“Did you know that gaining 30 pounds causes a guy to lose an inch?” says Dian Hanson.
She’s not talking about height.
Since Dian Hanson is sexy books editor at Taschen books, and edited The Big Penis Book (in 3D, no less) it’s clear what she’s talking about.
Not your typical library event. Also along the for the talk-show-style ride are Cheech Marin, both hilarious and thoughtful, talking about his life and Chicano art collection, and how he started his subversive life at this very downtown library, near his dad’s beat. Also here are Lol Tolhurst, original drummer for The Cure, and poet Harryette Mullen…all of them, saved by libraries.
Last night’s This is Your Library event, which also included a concert, and food from Border Grill—no bringing mojito into the hall!—is typical of the innovations of Jason Veach and Ken Brecher of the Library Foundation.
Also typisch, I called Linda on Tuesday asking if she’d like to go with me. Linda, the consummate pre-planner, had already purchased tickets and insisted on taking me as her date. At least I got to pay for the tacos–pork with citrus–but she beat me to the wallet for the mojitos.
Dian Hanson started her “hippie pornographer” career early. As a 13-year-old in Burien, Washington, she hid out in the library reading, Psychopathia Sexualis, the first scientific study of sexual perversion(1886). Psychiatrist Richard von Krafft-Ebing, from the same world as Freud, but a few years earlier, popularized terms like ‘sadism’ and ‘masochism’, although he chose the medical-sounding title and wrote much of the book in Latin to deter the lay reader.
But those lay readers….we seek out what we seek out. And for Dian Hanson the background proved a fruitful start, and helped her later on when she edited such magazines as Juggs, Partner, Purity, Hawgs, Oui, and, especially, Leg Show, which dealt with fetish-ism. Fetishists are quite particular and Dian found herself, in addition to titillating, explaining her readers to themselves.
One reader taken with her eye and pen was book publisher Benedict Taschen, of lavish coffee-table fame. He lured her into the book publishing world, where, once she got used to the ‘it’s all about context’ idea, she’s been totally happy and able to do what she wants, The Big Breast Book, The Big Butt Book, titles on early gay porn, in particular the transitional stereotype from strictly effeminate to hyper-masculine. She’s now working on a book of pin-up art.
She loves her job, of course. “I can look at bigpenises.com on the clock, no problem at all.
“But if I got caught reading lolkitty.com at the office…then I’d be in trouble.”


How to complete this task:
Among the entries that follow, some lines contain the word "make". Show all of them.

Supplied material:
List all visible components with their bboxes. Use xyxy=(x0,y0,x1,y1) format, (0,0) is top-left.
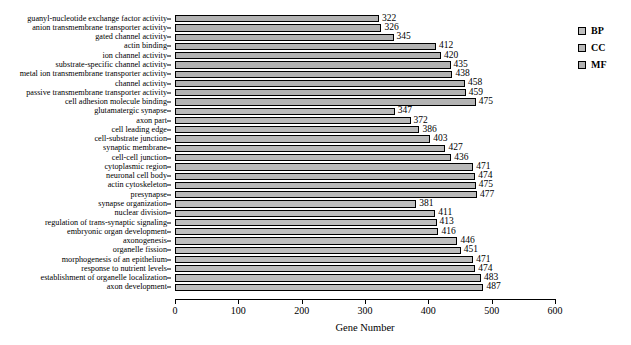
bar xyxy=(175,256,473,263)
y-axis-label: synaptic membrane xyxy=(103,144,167,152)
x-axis-tick xyxy=(365,299,366,304)
bar-row: 372 xyxy=(175,116,555,125)
x-axis-tick-label: 500 xyxy=(484,306,499,316)
bar-row: 438 xyxy=(175,70,555,79)
bar xyxy=(175,15,379,22)
y-axis-label: presynapse xyxy=(131,191,167,199)
y-axis-label: neuronal cell body xyxy=(106,172,167,180)
y-axis-label: guanyl-nucleotide exchange factor activi… xyxy=(27,15,167,23)
plot-area: 3223263454124204354384584594753473723864… xyxy=(175,14,555,292)
y-axis-tick xyxy=(167,148,171,149)
legend-swatch-icon xyxy=(578,27,586,35)
legend-item-cc[interactable]: CC xyxy=(578,41,626,55)
legend-label: BP xyxy=(591,26,604,36)
y-axis-tick xyxy=(167,74,171,75)
y-axis-label: substrate-specific channel activity xyxy=(56,61,167,69)
y-axis-tick xyxy=(167,83,171,84)
bar xyxy=(175,89,466,96)
y-axis-tick xyxy=(167,250,171,251)
x-axis-tick xyxy=(428,299,429,304)
x-axis-tick-label: 0 xyxy=(173,306,178,316)
bar-row: 427 xyxy=(175,144,555,153)
y-axis-tick xyxy=(167,268,171,269)
y-axis-tick xyxy=(167,194,171,195)
bar-row: 322 xyxy=(175,14,555,23)
bar-value-label: 345 xyxy=(394,32,411,42)
bar-row: 451 xyxy=(175,246,555,255)
y-axis-tick xyxy=(167,278,171,279)
bar xyxy=(175,108,395,115)
x-axis-tick-label: 200 xyxy=(294,306,309,316)
bar-row: 403 xyxy=(175,134,555,143)
bar xyxy=(175,145,445,152)
y-axis-tick xyxy=(167,27,171,28)
y-axis-label: regulation of trans-synaptic signaling xyxy=(45,218,167,226)
y-axis-tick xyxy=(167,46,171,47)
x-axis-tick-label: 300 xyxy=(358,306,373,316)
bar xyxy=(175,247,461,254)
y-axis-label: embryonic organ development xyxy=(67,228,167,236)
y-axis-tick xyxy=(167,55,171,56)
legend-swatch-icon xyxy=(578,44,586,52)
y-axis-tick xyxy=(167,139,171,140)
y-axis-tick xyxy=(167,231,171,232)
y-axis-label: axon part xyxy=(136,116,167,124)
y-axis-label: cell-cell junction xyxy=(112,154,167,162)
bar xyxy=(175,126,419,133)
bar xyxy=(175,154,451,161)
go-enrichment-bar-chart: guanyl-nucleotide exchange factor activi… xyxy=(0,0,631,345)
y-axis-tick xyxy=(167,37,171,38)
legend: BPCCMF xyxy=(578,24,626,75)
y-axis-label: actin binding xyxy=(124,42,167,50)
legend-swatch-icon xyxy=(578,61,586,69)
x-axis-tick-label: 600 xyxy=(548,306,563,316)
y-axis-tick xyxy=(167,92,171,93)
bar-row: 411 xyxy=(175,209,555,218)
bar xyxy=(175,98,476,105)
x-axis-tick xyxy=(238,299,239,304)
bar xyxy=(175,274,481,281)
bar-value-label: 477 xyxy=(477,190,494,200)
bar xyxy=(175,200,416,207)
bar xyxy=(175,265,475,272)
legend-item-mf[interactable]: MF xyxy=(578,58,626,72)
bar-row: 487 xyxy=(175,283,555,292)
y-axis-tick xyxy=(167,129,171,130)
y-axis-label: response to nutrient levels xyxy=(81,265,167,273)
y-axis-tick xyxy=(167,203,171,204)
y-axis-tick xyxy=(167,259,171,260)
y-axis-tick xyxy=(167,241,171,242)
bar-value-label: 436 xyxy=(451,153,468,163)
bar-row: 474 xyxy=(175,264,555,273)
bar-value-label: 438 xyxy=(452,69,469,79)
bar-row: 475 xyxy=(175,97,555,106)
bar-value-label: 403 xyxy=(430,134,447,144)
x-axis-title: Gene Number xyxy=(175,322,555,333)
bar-row: 381 xyxy=(175,199,555,208)
legend-item-bp[interactable]: BP xyxy=(578,24,626,38)
y-axis-category-labels: guanyl-nucleotide exchange factor activi… xyxy=(0,14,171,292)
y-axis-label: cell leading edge xyxy=(112,126,167,134)
y-axis-label: axon development xyxy=(107,283,167,291)
bar-row: 413 xyxy=(175,218,555,227)
bar xyxy=(175,117,411,124)
y-axis-label: cell-substrate junction xyxy=(94,135,167,143)
y-axis-label: gated channel activity xyxy=(95,33,167,41)
x-axis-tick xyxy=(492,299,493,304)
bar-row: 435 xyxy=(175,60,555,69)
bar xyxy=(175,43,436,50)
bar-row: 420 xyxy=(175,51,555,60)
y-axis-label: glutamatergic synapse xyxy=(94,107,167,115)
y-axis-tick xyxy=(167,64,171,65)
y-axis-tick xyxy=(167,213,171,214)
bar xyxy=(175,284,483,291)
y-axis-label: axonogenesis xyxy=(123,237,167,245)
y-axis-label: organelle fission xyxy=(113,246,167,254)
bar-row: 436 xyxy=(175,153,555,162)
y-axis-tick xyxy=(167,287,171,288)
bar-row: 471 xyxy=(175,255,555,264)
x-axis-tick-label: 100 xyxy=(231,306,246,316)
bar-row: 416 xyxy=(175,227,555,236)
x-axis-tick xyxy=(555,299,556,304)
y-axis-tick xyxy=(167,222,171,223)
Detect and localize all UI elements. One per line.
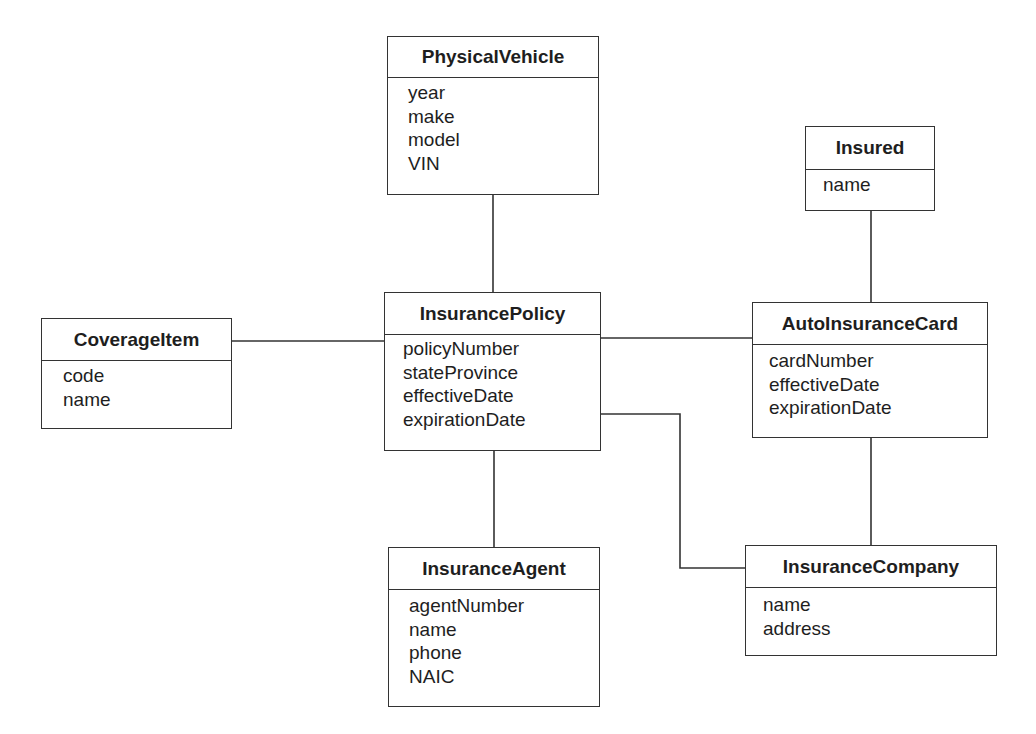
attribute-list: name address — [746, 588, 996, 640]
attribute: stateProvince — [403, 361, 600, 385]
entity-title: InsuranceAgent — [389, 548, 599, 590]
attribute-list: agentNumber name phone NAIC — [389, 590, 599, 688]
attribute: VIN — [408, 152, 598, 176]
attribute: name — [409, 618, 599, 642]
attribute-list: name — [806, 170, 934, 197]
entity-title: InsurancePolicy — [385, 293, 600, 335]
entity-title: InsuranceCompany — [746, 546, 996, 588]
attribute-list: year make model VIN — [388, 78, 598, 175]
attribute-list: code name — [42, 361, 231, 411]
entity-auto-insurance-card[interactable]: AutoInsuranceCard cardNumber effectiveDa… — [752, 302, 988, 438]
attribute: policyNumber — [403, 337, 600, 361]
entity-title: Insured — [806, 127, 934, 170]
attribute: agentNumber — [409, 594, 599, 618]
entity-coverage-item[interactable]: CoverageItem code name — [41, 318, 232, 429]
attribute: effectiveDate — [403, 384, 600, 408]
attribute: name — [763, 593, 996, 617]
entity-insurance-agent[interactable]: InsuranceAgent agentNumber name phone NA… — [388, 547, 600, 707]
entity-title: AutoInsuranceCard — [753, 303, 987, 345]
attribute: address — [763, 617, 996, 641]
attribute: name — [823, 173, 934, 197]
attribute: expirationDate — [403, 408, 600, 432]
entity-physical-vehicle[interactable]: PhysicalVehicle year make model VIN — [387, 36, 599, 195]
attribute: code — [63, 364, 231, 388]
attribute: make — [408, 105, 598, 129]
attribute: model — [408, 128, 598, 152]
attribute: phone — [409, 641, 599, 665]
class-diagram-canvas: PhysicalVehicle year make model VIN Insu… — [0, 0, 1036, 734]
attribute: effectiveDate — [769, 373, 987, 397]
entity-insurance-company[interactable]: InsuranceCompany name address — [745, 545, 997, 656]
attribute-list: policyNumber stateProvince effectiveDate… — [385, 335, 600, 431]
attribute: cardNumber — [769, 349, 987, 373]
entity-title: CoverageItem — [42, 319, 231, 361]
attribute: year — [408, 81, 598, 105]
entity-title: PhysicalVehicle — [388, 37, 598, 78]
attribute: NAIC — [409, 665, 599, 689]
attribute-list: cardNumber effectiveDate expirationDate — [753, 345, 987, 420]
attribute: name — [63, 388, 231, 412]
entity-insured[interactable]: Insured name — [805, 126, 935, 211]
entity-insurance-policy[interactable]: InsurancePolicy policyNumber stateProvin… — [384, 292, 601, 451]
association-policy-company — [601, 414, 745, 568]
attribute: expirationDate — [769, 396, 987, 420]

Result of this task:
attribute-list: year make model VIN — [388, 78, 598, 175]
entity-physical-vehicle[interactable]: PhysicalVehicle year make model VIN — [387, 36, 599, 195]
attribute: make — [408, 105, 598, 129]
class-diagram-canvas: PhysicalVehicle year make model VIN Insu… — [0, 0, 1036, 734]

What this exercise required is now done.